Hi People.

We now have a working PC running with the IBM 4758 PCI-Crypto card, and a few
test programs running. A quick discussion with Martin and Ivan found that we at
the very least need something like the following (C-syntax for now)

int getRandomBytes(int count, unsigned char **randomBytes);
int setShare(int id, unsigned char *shareValue);
int getShare(int id, unsigned char **shareValue);

the getRandomBytes operation is a way to get hardware-generated pseudorandom
values from the PCI card, and the set/get Share operations can be used to
securely store secret shares (encrypting them with a hardware key).

There are some issues, so if anyone wish to comment on these (or have additional
operations they would like to have in hardware).

1. Memory allocation
How is memory to be handled? One way would be to have the caller (the Python
code) allocate enough memory to store return values (fx. from getRandomBytes),
or perhaps it would be better to let the C code allocate the memoery? How is
this usually handled with Python/C? Anyone?
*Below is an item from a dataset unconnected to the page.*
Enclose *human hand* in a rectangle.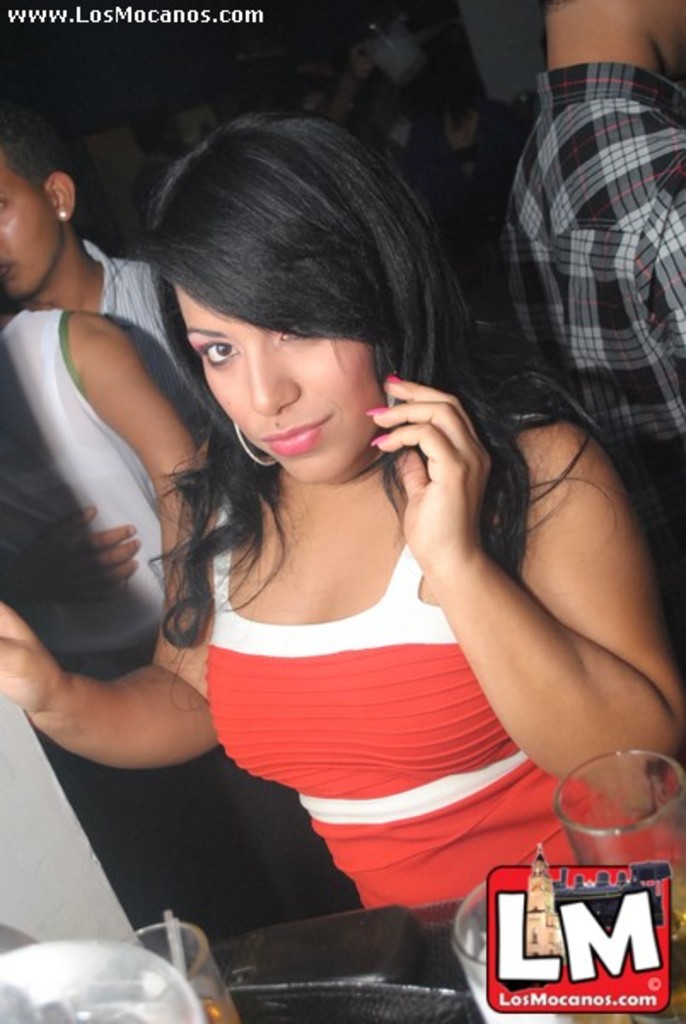
7 505 137 606.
Regarding free'ing the memory when done, can Python do this on its own, or will
we need to expose some cleanup-handles in the C-module, for free'ing memory
allocated earlier in the C code?

2. SSL communication?
Ivan mentioned that it would be nice to have the RSA keys used for SSL
communication to be stored in hardware. This is also doable, and would likely
only require that the SSL software we use supports hardware keys (which
software do we use for communication, and does it support hardware keys?)